Students may have received this message from ACT today:
Due to an internal ACT process, scores are on hold for some students who took the spring ACT online during the school day. If your score is no longer displayed, it will be released again no later than June 2, and your score will not decline—it will either see an increase or remain unchanged. You do not need to take any action. Any colleges and scholarship agencies you previously selected to receive your scores will receive those automatically. Our customer service team does not have access to scores absent from MyACT. We appreciate your patience and thank you for your understanding.
What does this mean? Who is impacted? How does a scoring error even happen?
This issue only impacts 11th grade students who took the ACT online during the school day as part of state-mandating testing in March or April (exact dates vary by school). If your student took the Nationwide April ACT (not the in-school ACT exam), they are not impacted.
What if your student is impacted? ACT has explicitly stated in several communications that scores will not decrease. Students will either receive the same score or a potentially higher score. The new scores will be available before June 2nd and will automatically update within the MyACT portal and be re-sent to any colleges or scholarship agencies previously selected to receive scores. There is nothing that students or parents need to do.
It’s important to remember that, while frustrating, this issue has no bearing on college or scholarship agencies’ perception of students. It is a nationwide problem that is solely a reflection of ACT.
How does a scoring error even occur? Although ACT hasn’t identified the specific error, we have heard from reliable partners that there was an issue with the scale.
Standardized test scores are not merely the result of how many questions a student got correct or incorrect. Every iteration of a test also has a scaled score, which standardizes the difficulty level across multiple test forms. For example, missing 5 English questions on Test A, which had a challenging English section, will likely produce a higher score than missing 5 English questions on Test B, which had a very easy English section.
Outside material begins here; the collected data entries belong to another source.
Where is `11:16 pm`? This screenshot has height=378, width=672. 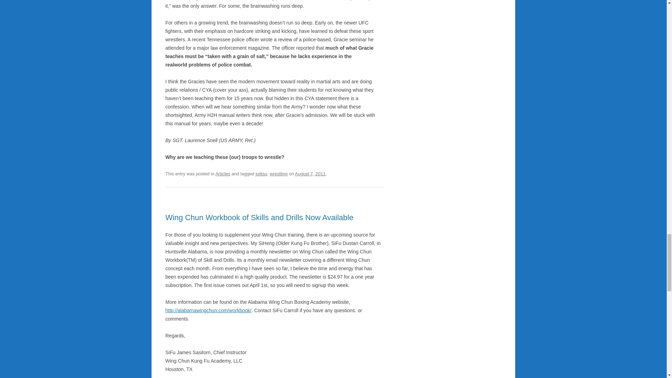 11:16 pm is located at coordinates (310, 173).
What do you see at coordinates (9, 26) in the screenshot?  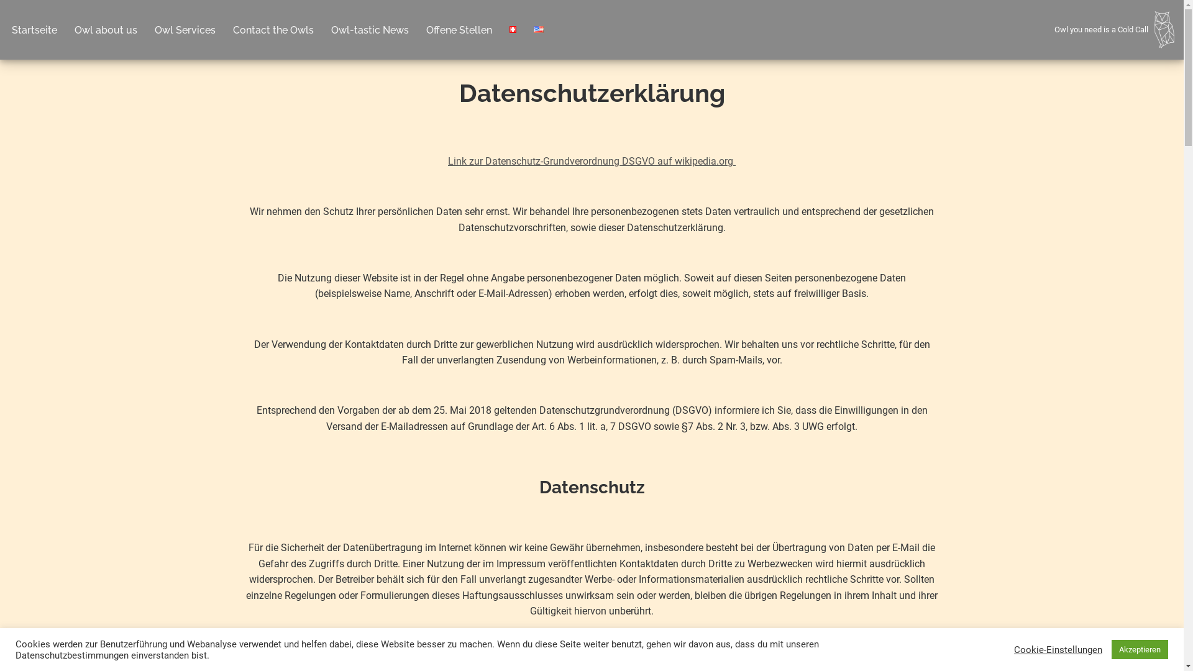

Part of a recent ACT’s scale score is below. The Raw Score is how many questions a student needs to get correct to achieve the Scale Score.
For instance, on this particular test, if a student got 34 questions correct on the English section, they received a scale score of 31 for the English section. However, if a student got 34 questions correct on another test, they might have a different score, based on how that other test’s scale was adjusted to account for the material’s difficulty.
Remember that every section is scored 1-36 and that the ACT averages the section scores for the English, Math, and Reading sections to get the student’s final composite score, which is also 1-36. The Science section no longer counts towards a student’s composite score.
Is it common for there to be an error in a scale? Perhaps early on in a test’s creation process. However, given the vast resources of ACT, it is extraordinary that a published test would have an issue of this magnitude.